The 2001 film, Late One Night, takes place in a diner. As you can probably guess from the title, it also takes place late one night. It’s so late that there are only five people in the diner. There’s a cook. There’s three men who work at a local factory, the main one of which is named Larry (Brad Heller). And then, there’s a quiet guy (John Gaffga) sitting at the counter. Though the guy never introduces himself, Larry decides to call him Jesus.
To say that Larry is a bit of an obnoxious character really doesn’t do justice to just how grating a human being Larry is. At work, Larry sexually harasses the only woman working at the factory. In the diner, he sexually harasses a waitress as her shift ends. When he sees the quiet man sitting at the counter, Larry starts to harass him. Larry is angry. Larry, as we learn, was abandoned by his father, raised by an unstable mother, and he spent several years in jail before ending up at a go-nowhere job at a bottling factory. Larry has his reasons but that doesn’t make him any more likable.

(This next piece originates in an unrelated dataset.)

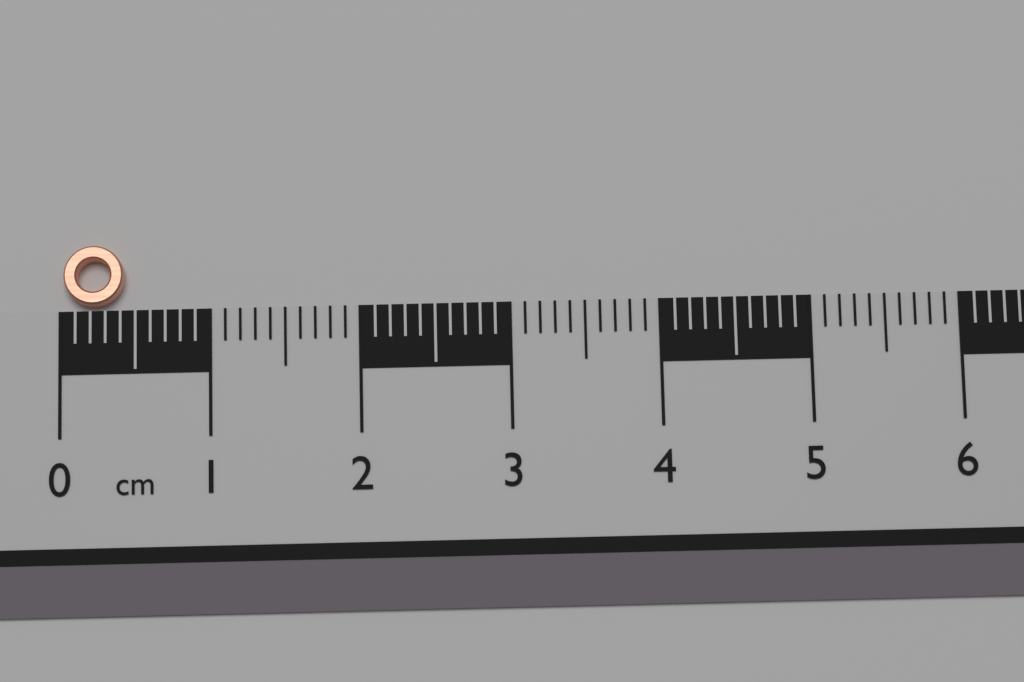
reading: 0.4 cm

In fact, Larry is such a jerk that you kind of wonder why the cook even allows him to hang out in the diner. From the dialogue, it becomes clear that Larry has a long history of harassing people. At one point, Larry does point out that he spends a lot of money at the diner but you have to consider how many people probably avoid the place whenever they see Larry and his co-workers sitting in their booth. No matter how much money Larry spends, it seems likely that he keeps even more money out. Really, the cook should call the cops whenever he sees Larry and maybe slap with him a trespassing charge. I imagine Larry probably isn’t even a good tipper.
Anyway, on this night, Larry is obsessed with the quiet stranger. When the stranger briefly goes into the restroom, Larry searches the stranger’s jacket and finds a pamphlet about Christianity. When the stranger returns, he’s been given the nickname “Jesus” and he now has to deal with Larry mocking him by asking, “Am I going to Hell when I die?” “Jesus” controls his temper, no matter how much he is taunted.
If you’ve seen any other films from director Dave Christiano, you might be excused for expecting “Jesus” to reveal himself to actually be Jesus. In this case, though, I think he’s simply meant to be a believer who simply wants to eat in peace. For that matter, you might also expect the film to end with Larry converting but instead, he’s as confused and angry at the end of this short film as he was at the beginning. Particularly when compared to the films that he was making in the 80s and the 90s, Late One Night shows a certain dramatic restraint on the part of Christiano. The main theme, of course, still seems to be that non-believers are going to suffer forever but, for once, Christiano doesn’t seem to be asking the viewer to take any pleasure out of that.
That said, I do have to say that, in college, I spent a lot of time in a lot of late night diners and I never once saw anyone get into the type of random verbal altercation that Larry gets into in this film. I kind of suspect that might not happen in the real world as often as it happens in the movies.